Much of the advice that flows from the private sector to the public sector seems to take a similar point of view by seeking to impose private sector approaches in the public sector. But this is not a good starting point.

In reality, there are plenty of reasons that managers in the private and public sectors must think differently, and it is important to understand these differences before dispensing or receiving advice.

Two factors stand out. The first is the absence in the public sector of a single, straightforward way to measure success.

In private firms, almost every decision can be framed by asking: "Will this make us more or less profitable?" Local government and NHS managers have no such luxurious simplicity. Public services usually have multiple objectives, which may include making society happier, safer, freer, wealthier or fairer. And even if you define these objectives, it can be hard to come up with a concrete measure for concepts as nebulous as happiness or fairness.

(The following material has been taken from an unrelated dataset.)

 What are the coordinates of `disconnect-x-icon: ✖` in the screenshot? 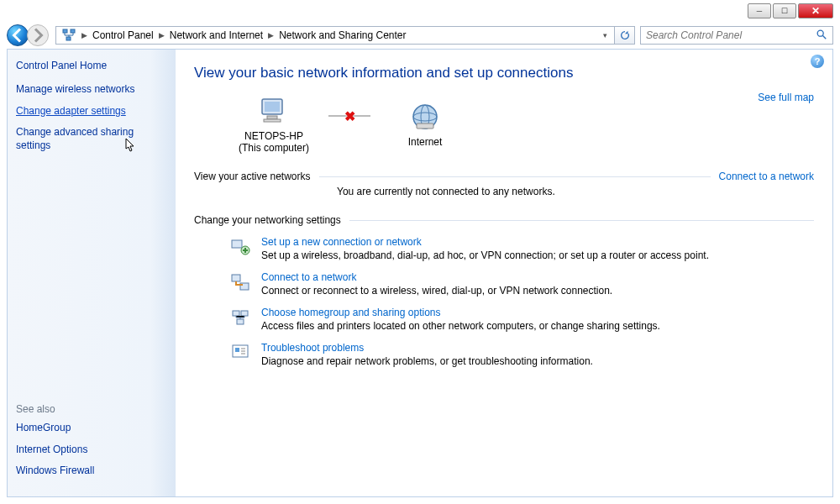 It's located at (349, 116).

This lack of a simple way to measure success can make the most fundamental management tasks – devising a strategy, setting targets, motivating people, assessing performance – much harder.

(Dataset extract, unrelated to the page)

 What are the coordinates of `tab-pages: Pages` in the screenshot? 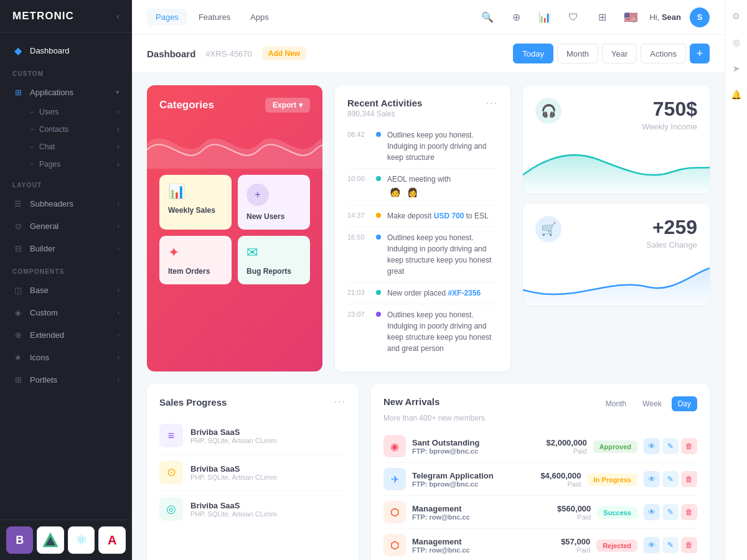 It's located at (167, 17).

Green's task was a good example. It is tempting for the private sector to consider government spending mainly from a cost point of view, but, in fact, the government needs to consider how it can use its buying power to achieve all sorts of different objectives, which might range from helping to regenerate poor areas to building capacity in new industries.

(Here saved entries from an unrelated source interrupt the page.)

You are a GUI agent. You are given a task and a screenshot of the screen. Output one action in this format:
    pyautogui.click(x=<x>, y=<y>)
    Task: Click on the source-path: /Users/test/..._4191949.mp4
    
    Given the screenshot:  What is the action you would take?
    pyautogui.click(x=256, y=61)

The second factor is democratic accountability. Consider how Green's life would change overnight if his main business, Arcadia, became democratically accountable. He would suddenly have a shadow opposition board seeking to undermine him as loudly as possible at every turn. And every decision, expense, performance metric, contract, recruitment process and procurement would be liable to public scrutiny – and the scrutiny would typically be challenging, negative and, at times, wilfully unfair. From a management perspective, working under this constraint makes administration inevitably unwieldy. In maths parlance, public sector managers need to "show their workings" while trying to deliver quickly and effectively – no easy task. More insidiously, this constraint can make it harder to innovate and take risks. The rewards for getting it right are not as large as the penalties for getting it wrong.

New York mayor Michael Bloomberg told me: "In business you do things away from the scrutiny of the public. Sometimes you don't even have to tell your own employees. In government … the first thing you think about is how to communicate what you're doing and what the press will say. If you try something new and it doesn't work, the word 'failure' is in the headline."

There are other differences. Few private sector managers have experience of working at the scale and complexity found in the public sector; the latter typically manage demand rather than create it, and, of course, they must work with politicians.

This does not mean managing directors of private companies are incapable of offering useful advice to their public sector counterparts but, given the distinct and more complex challenges faced by the latter, it means that, if anything, public managers should be offering advice to the private sector more often than the other way around.